GOP Eyes Next Week to Move Bill to Curb Nationwide Orders (2)

March 24, 2025, 4:58 PM UTCUpdated: March 24, 2025, 10:01 PM UTC

The US House plans to vote next week on a bill to curb the authority of lone federal judges to block executive branch policies nationwide, House Majority Leader Steve Scalise said.

The Louisiana Republican offered the timetable in a post on Monday on the social media platform X. Scalise sets the chamber’s legislative agenda.

The bill put forward by Rep. Darrell Issa (R-Calif.) would “limit the judicial overreach of partisan federal judges issuing political nationwide injunctions to impede President Trump’s agenda the majority of American voters elected him to carry out,” Scalise wrote.

Specifically, the proposal (HR 1526) would block federal trial court judges from issuing decisions that apply beyond those involved in the litigation, with some exceptions for multistate litigation. The House Judiciary Committee advanced the measure this month in a party line vote.

Administrations of both parties have over the years complained about the power of a single federal judge to derail policy priorities.

The latest move comes as the GOP caucus ramps up criticism of judges hearing legal challenges to Donald Trump’s actions on immigration and to overhaul the federal government.

House Republicans have so far filed or announced impeachment articles against five judges who’ve issued decisions against the administration. Impeachment faces slim odds in the House and no chance in the Senate.

Judge Hearings

House Judiciary Committee Chair Jim Jordan (R-Ohio) also told Fox News on Monday that the panel would hold hearings next week on the Washington, D.C, federal judge whose rulings against US efforts to deport accused Venezuelan gang members has angered Trump.

Chief Judge James Boasberg of the US District Court for the District of Columbiahas ruled against the administration in its bid to invoke a centuries-old law to deport alleged members of the Tren de Aragua gang to a Salvadoran prison, without hearings.

Jordan said that it “really starts to look like Judge Boasberg is operating purely political against the president.”

“There’s the broader issue of all these judges’ injunctions, and then decisions like Judge Boasberg’s, what he’s trying to do and how that case is working, we’re going to have hearings on all of that,” Jordan said.

Trump has also raged specifically against Boasberg, who was appointed by George W. Bush to the D.C superior court and by Barack Obama to the federal court.

Trump called for Boasberg’s impeachment and described him as a “Radical Left Lunatic of a Judge” and “a troublemaker and agitator” on the social media platform TruthSocial.

Rep. Jamie Raskin (D-Md.), the top Democrat on the Judiciary Committee, said through a spokesperson that judges ruling against the Trump administration “are doing what judges are supposed to do: blocking illegal and unconstitutional actions.”

In the Senate, a spokesperson for Judiciary Chair Chuck Grassley (R-Iowa) said the panel “is exploring potential legislative solutions and will closely examine this topic in an upcoming hearing.”

“The recent surge of sweeping decisions by district judges merits serious scrutiny,” the spokesperson, Clare Slattery, said.

— With assistance from Maeve Sheehey.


**ASSIGNMENT:**
From first line to last, give the records again word for word and omit the pictures.

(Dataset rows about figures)
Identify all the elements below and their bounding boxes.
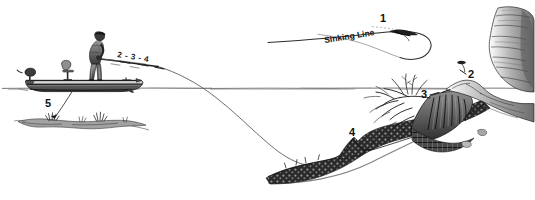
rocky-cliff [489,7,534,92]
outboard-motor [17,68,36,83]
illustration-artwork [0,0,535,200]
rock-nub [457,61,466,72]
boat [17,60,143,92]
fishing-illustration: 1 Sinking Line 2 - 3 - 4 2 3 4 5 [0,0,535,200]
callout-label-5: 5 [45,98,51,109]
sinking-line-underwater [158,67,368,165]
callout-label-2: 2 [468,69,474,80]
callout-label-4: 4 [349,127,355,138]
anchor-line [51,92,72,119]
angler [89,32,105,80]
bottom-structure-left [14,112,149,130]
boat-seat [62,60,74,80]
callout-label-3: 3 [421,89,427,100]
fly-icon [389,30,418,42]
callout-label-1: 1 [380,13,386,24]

**ANSWER BELOW:**
Identify all the elements below and their bounding boxes.
rocky-cliff [489,7,534,92]
outboard-motor [17,68,36,83]
illustration-artwork [0,0,535,200]
rock-nub [457,61,466,72]
boat [17,60,143,92]
fishing-illustration: 1 Sinking Line 2 - 3 - 4 2 3 4 5 [0,0,535,200]
callout-label-5: 5 [45,98,51,109]
sinking-line-underwater [158,67,368,165]
callout-label-2: 2 [468,69,474,80]
callout-label-4: 4 [349,127,355,138]
anchor-line [51,92,72,119]
angler [89,32,105,80]
bottom-structure-left [14,112,149,130]
boat-seat [62,60,74,80]
callout-label-3: 3 [421,89,427,100]
fly-icon [389,30,418,42]
callout-label-1: 1 [380,13,386,24]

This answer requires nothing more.